Audit & immutability

  • Append-only audit_log table covering authentication, access, mutation, decision, and export events.
  • Hash-chained entries; daily Merkle-root anchored to internal storage for tamper evidence.
  • IC decisions, NDA acceptances, and DD sign-offs are hash-stamped and immutable.
  • Closed reporting periods cannot be edited; restatements use append-only deltas.

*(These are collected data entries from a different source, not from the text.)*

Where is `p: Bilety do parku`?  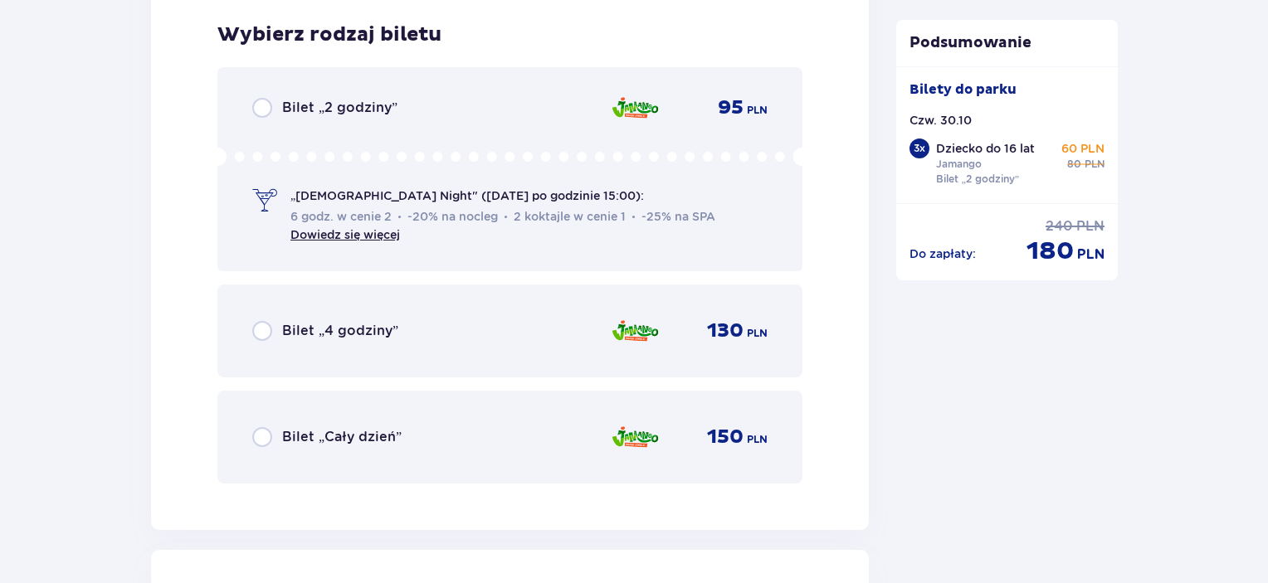
p: Bilety do parku is located at coordinates (962, 90).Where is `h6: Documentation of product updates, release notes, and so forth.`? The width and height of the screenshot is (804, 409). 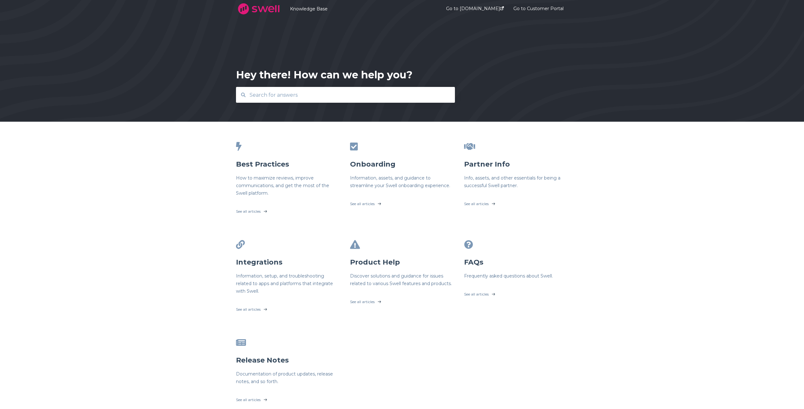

Input validation & abuse prevention

  • Zod schemas validate every server-fn input and webhook payload — type, length, format, range.
  • Rate limiting on auth, search, document download, and export endpoints; per-tenant and per-IP buckets.
  • Webhook signature verification with constant-time compare; replay protection via timestamp + nonce.
  • Strict CORS allow-list; CSP with no inline scripts; SameSite=Strict session cookies.
  • File uploads scoped by MIME and size; antivirus scan before the file becomes accessible.

API conventions

  • Internal calls: typed server functions via createServerFn, gated by auth middleware.
  • External calls: REST + JSON; resource-oriented URLs; cursor pagination; RFC 7807 errors.
  • Versioning: URI versioning (/v1/…); breaking changes ship a new major.
  • Idempotency: Idempotency-Key required on POSTs that change state (invites, grants, transactions).

Example error

{
  "type": "https://errors.ncfhub.org/forbidden",
  "title": "Access not granted",
  "status": 403,
  "code": "dataroom.not_entitled",
  "detail": "Tenant TEN_18f has no active grant for opportunity OPP_9c3.",
  "instance": "/v1/datarooms/OPP_9c3/files"
}

Compliance posture

  • GDPR-aligned: lawful basis recorded per processing activity; DPIA on file for diligence data; DSR (access / erasure) workflows.
  • ISO 27001 control framework adopted; SOC 2 Type II on the roadmap.
  • Vendor due diligence on all sub-processors; sub-processor list published and versioned.
  • Pen tests at least annually and after major releases; findings tracked to closure with SLAs by severity.
  • Disclosed responsible-disclosure programme with a published security contact.

Out of scope

  • MRV data ingestion or carbon-credit registry integrations.
  • Payments, custody, or settlement of investor capital.
  • Field data capture from sensors or mobile measurements.